A corollary of the individualistic basis of the classical law was freedom of contract, so that parties were free not only to decide whether to incur consensual obligations at all, but also to determine the extent and content of such obligations. The role of the court was that of neutral referee or umpire, responsible only for enforcing the partiesâ agreement and not imposing duties which were not agreed nor removing those which had been agreed.

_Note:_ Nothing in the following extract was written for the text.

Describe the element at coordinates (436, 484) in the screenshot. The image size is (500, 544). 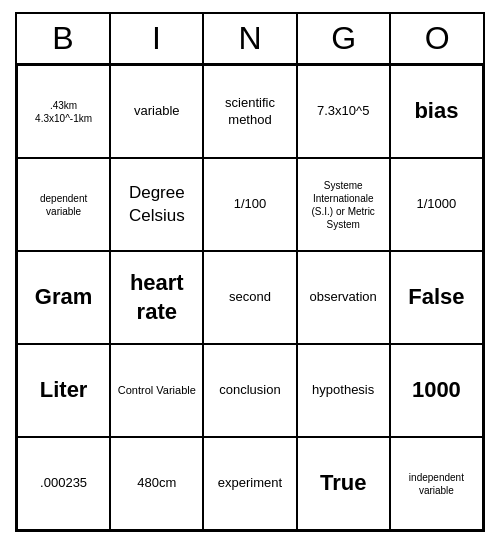
I see `bingo-cell-24: independent variable` at that location.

Where it was necessary to go beyond the partiesâ wills and derive the content of obligation from norms of behaviour, then the norms adopted tended to assume a robust attitude to a personâs ability to look after their own interests and would permit advantage to be taken of poor business sense. This was particularly evident in relation to the development of the objective theory of agreement which attended to the appearance of agreement where subjective agreement was not total. The values which underpinned the classical law were at their most persuasive when applied to something like the following idealised picture of the making of a contract:
- the parties are dealing at armâs length (that is, on a commercial basis without any other connection);
- they are of equal bargaining power (that is, they have similar wealth, knowledge and negotiating skill);
- they negotiate each term of the contract so that the terms are all the product of their deliberation;
- the contract terms provide clearly for all eventualities;
- the parties only come together for one contract (there is no continuing relationship).
Although the classical law could be most plausibly applied to these circumstances, its importance lay in the way it reached out beyond these circumstances and became the default body of rules to apply across a wide range of social relations which came to be regarded as more or less contractual.